What a photo op: Jesus picks up a small child to illustrate his point about humility and servanthood:
He sat down, called the twelve, and said to them, “Whoever wants to be first must be last of all and servant of all.” Then he took a little child and put it among them; and taking it in his arms, he said to them, “Whoever welcomes one such child in my name welcomes me, and whoever welcomes me welcomes not me but the one who sent me.”
We find this moment sweet, because in our culture we accord children great status. Not so much in Jesus’ time, when children were viewed as among the last – maybe ahead of slaves, but valued largely for the labor they would one day perform for the household. (Mark can’t even be bothered to record this child’s gender.)
For Jesus to equate welcoming a child with welcoming him was radical, not sentimental.
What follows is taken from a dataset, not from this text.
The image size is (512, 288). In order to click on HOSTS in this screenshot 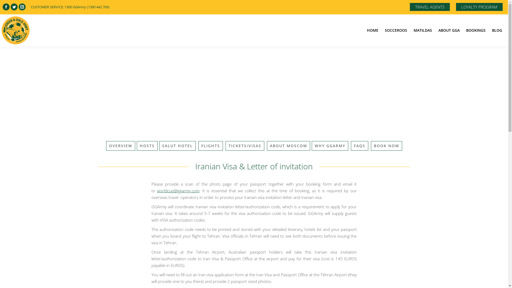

And he is more subversive still – for he implicitly links welcoming the child to welcoming God the Father. God Almighty represented by a powerless, status-less child? What kind of God is this?
Perhaps the kind of God who would send his son into human life as a helpless infant, at the mercy of forces political, historical and familial. The kind of God who demonstrated his power in vulnerability, who allowed that son to die the death of the “last," naked, nailed to a cross, as powerless as can be. This is not the first time in the Jesus story that welcoming a child meant welcoming God. His parents, the shepherds, the magi – they did it first.
In what ways are we called to welcome children in the name of Jesus? We do it by giving them dignity and respect in our worshiping communities, making room for their voices and wisdom (and artwork!). We welcome them by spending time getting to know them as people, not just adults-in-training, but already saints of God with gifts for the rest of us.
And we are called to welcome children in Jesus’ name outside our congregations too. We are called to place such value on children that we happily provide tax monies for their education, and support laws to keep them safe from harm. We come to regard every child in every country on this earth as precious and worthy of food, water, housing and education - and security. It makes no sense to champion the rights of the unborn only to neglect them once they're here.
Another “photo op”: The body of a small Syrian boy washed up on a beach, so still he could be sleeping. But he was dead, drowned, the victim of global conflicts and policies. That picture of 3-year-old Aylan Kurdi broke hearts and broke open borders, forcing the world to deal with the magnitude of its migration crisis. We are still figuring it out, and have even gone backward. But something did change. That dead child made a global crisis human.
Jesus said, “Whoever welcomes one such child in my name welcomes me." We cannot turn away.